I’m referring to the seemingly innate refusal of the human mind to appreciate the gravity of a potential disaster before actually experiencing one. As humans, our bias toward denial tempts us to roll the dice, buy scratch tickets, drive fast, jump off cliffs, eat fatty food, ignore our retirement funds and generally take too many chances.
We let smoke detector batteries die. We build homes in the same flood plains where our last ones were destroyed. When a monster hurricane like Michael is bearing down, some of us ignore evacuation orders thinking our grit will enable us ride it out. It happens every time.
You see denial on the macro level, too. Global companies rely on risky partners only to see their supply chains snap. Power blackouts endure for weeks because no one bothered to build a resilient infrastructure.
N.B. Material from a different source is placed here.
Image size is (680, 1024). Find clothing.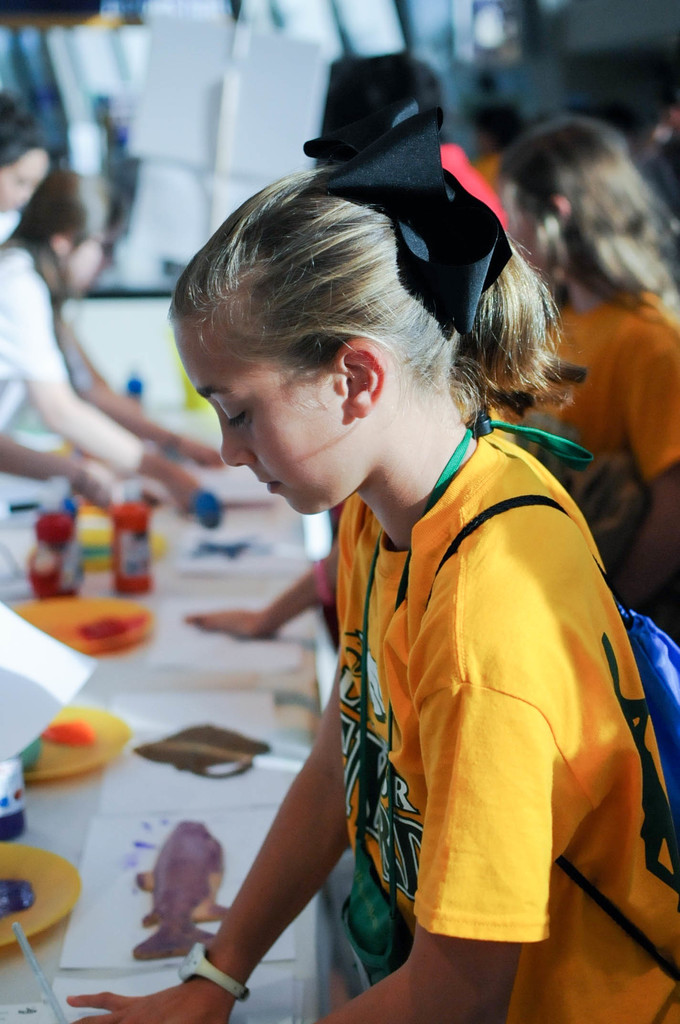
x1=544 y1=299 x2=679 y2=524.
Skyscrapers go up in flames because they have flammable cladding yet no automatic sprinklers.
Generally, people don’t respect the power of potential disasters, and they don’t adequately plan for them.
My colleagues did some research on denial a while back. Ninety-six percent of the financial executives we surveyed said their operations were exposed to natural catastrophes like hurricanes, floods and earthquakes. Yet fewer than 20 percent said their organizations were “very concerned” about such disasters hurting their bottom line.
Let’s face it. Denial is hope on steroids.
You may read the complete article here.